The problem of child labor has been exacerbated by Cambodia’s startling brisk economic growth. Cambodia has certainly made great strides as an apparel exporter, experiencing a robust 22 percent increase in its shipment of orders over the last nine months in comparison to the same period last year. The total value of its exports topped $4.1 billion for the duration, much higher than last year’s $1.21 billion. Foreign investment has recently poured into Cambodia from Australia, England, India, Japan, Korea, Malaysia, Singapore, China, Taiwan and the U.S. China alone sent the nation $121 million in 2013. And as Cambodia continues to mature economically, it has become progressively more reliant upon its garment sector, which accounts for 80 percent of all its exports.

And that accelerated growth has not been without its attendant challenges. Between 2012 and 2013, Cambodia increased the number of its factories by a hefty 8 percent to 412. This is partly due to the changing topography of sourcing created by the increasing costliness of China, once a prime destination for retailers and brands looking for bargain manufacturing. The combination of widespread poverty and a national demand for more labor places a heavy pressure on children to seek work and on employers to welcome them.

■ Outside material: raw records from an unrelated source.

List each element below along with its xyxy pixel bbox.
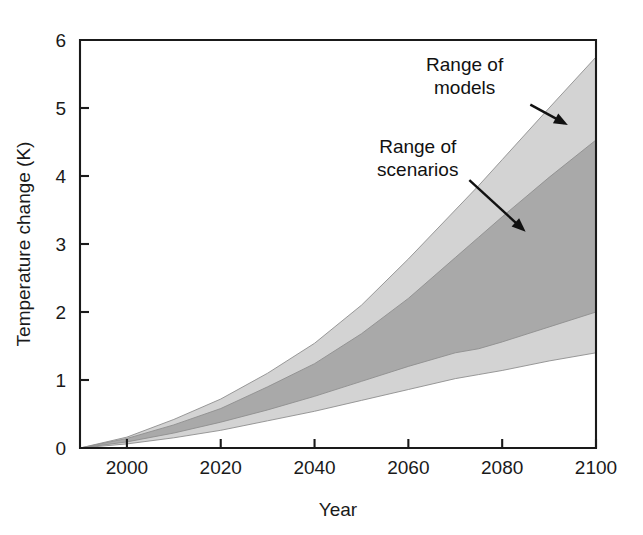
y-tick-label-6: 6 — [55, 30, 66, 51]
y-tick-label-1: 1 — [55, 370, 66, 391]
x-tick-label-2080: 2080 — [481, 457, 523, 478]
y-tick-label-2: 2 — [55, 302, 66, 323]
x-axis-title: Year — [319, 499, 358, 520]
x-tick-label-2020: 2020 — [200, 457, 242, 478]
x-tick-label-2060: 2060 — [387, 457, 429, 478]
y-tick-label-4: 4 — [55, 166, 66, 187]
x-tick-label-2040: 2040 — [293, 457, 335, 478]
y-tick-label-5: 5 — [55, 98, 66, 119]
temperature-projection-chart: 200020202040206020802100 0123456 Year Te… — [0, 0, 643, 535]
y-tick-label-3: 3 — [55, 234, 66, 255]
x-tick-label-2000: 2000 — [106, 457, 148, 478]
figure-container: 200020202040206020802100 0123456 Year Te… — [0, 0, 643, 535]
x-tick-label-2100: 2100 — [575, 457, 617, 478]
y-tick-label-0: 0 — [55, 438, 66, 459]
y-axis-title: Temperature change (K) — [13, 142, 34, 347]
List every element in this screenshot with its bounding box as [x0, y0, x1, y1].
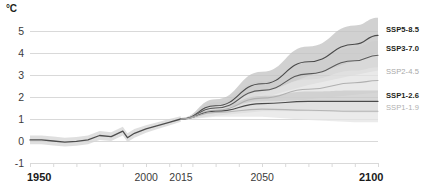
x-tick-label: 2050	[251, 172, 274, 183]
y-tick-label: 2	[2, 92, 24, 103]
climate-projection-chart: °C 543210-1 19502000201520502100 SSP5-8.…	[0, 0, 422, 194]
x-tick-label: 2015	[169, 172, 192, 183]
legend-label-ssp1-2.6: SSP1-2.6	[386, 92, 419, 100]
legend-label-ssp2-4.5: SSP2-4.5	[386, 68, 419, 76]
x-tick-label: 2000	[135, 172, 158, 183]
y-tick-label: 3	[2, 70, 24, 81]
chart-plot-area	[0, 0, 422, 194]
y-tick-label: 1	[2, 114, 24, 125]
y-tick-label: -1	[2, 158, 24, 169]
x-tick-label: 1950	[27, 172, 51, 183]
x-tick-label: 2100	[359, 172, 383, 183]
legend-label-ssp3-7.0: SSP3-7.0	[386, 45, 419, 53]
y-tick-label: 5	[2, 26, 24, 37]
uncertainty-bands	[30, 18, 378, 147]
y-tick-label: 0	[2, 136, 24, 147]
y-tick-label: 4	[2, 48, 24, 59]
legend-label-ssp1-1.9: SSP1-1.9	[386, 104, 419, 112]
legend-label-ssp5-8.5: SSP5-8.5	[386, 26, 419, 34]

While the U.N. contends that child labor is in global decline there is still evidence that suggests it perseveres as a problem, particularly in the garment industry. A sprawling 900 page report issued by U.S. Department of Labor’s Bureau of International Labor Affairs, “Findings on the Worst Forms of Child Labor,”  documents the unsettling fact that 168 million children still work illegally, 85 million of them in “hazardous” conditions. And some of the worst offenders are prominent sourcing destinations in Asia like Bangladesh, India, Indonesia and Nepal.

In India, for example, 2 percent of all children between ages five and fourteen work, with almost 1 percent between seven and fourteen. Wrenched from context, these may sound like modest enough figures but given the magnitude of India’s population they are, in fact, staggering. India’s total child population stands at 400 million–more than 31 percent of the overall count–which means there are at least 6 million children working illegally. Most NGO’s claim the actual number is closer to twelve million while some estimate it could be as high as sixty million.

While the absolute numbers were lower in Bangladesh, the percentages were even more distressing. According to the study, more than 10 percent of its children between five and fourteen work, while 6.8% of all children between seven and fourteen combine work with school.

In Indonesia, 3.7% of all children between five and fourteen work and 2.1% of all children between seven and fourteen combine work and school. Exact statistics were not published for Nepal. The report provided no data at all on China.

Internationally led interventions to counter the problem of child labor are becoming more common. Last January, two officials from the U.S. Department of Labor’s Bureau of International Labor Affairs visited Vietnam to determine the extent of forced or indentured child labor in their garment industry. Cooperating with government officials, unions and international and non-governmental organizations, the representatives developed a dark picture of Vietnam’s child labor law violations.

And according to the International Rights Labor Forum, a U.N.-based organization, as much as one-third of the Uzbekistan’s population is forced to pick cotton each fall,  including as many as two million Uzbek children, compelled to leave school for the cotton fields. The U.S., in particular, has weathered pointed criticism for buying cotton from Uzbekistan. Since 2008, the U.S. has bought over 620 tons of Uzbek-sourced cotton products; in February 2013 alone, an estimated 23 tons of cotton were exported from Uzbekistan to the U.S.

And the problem of child labor has proven a complex one, particularly in a nation undergoing great economic transition, like Cambodia. Many labor activists argue that it is important to usher young teens, particularly females, into factory work to keep them out of more dangerous professions, like the sex trade. Simrin Singh, a labor activist at the U.N., said that underemployed teens often “fall off the radar into more informal sector work that’s even less regulated and maybe more dangerous, or morally damaging.”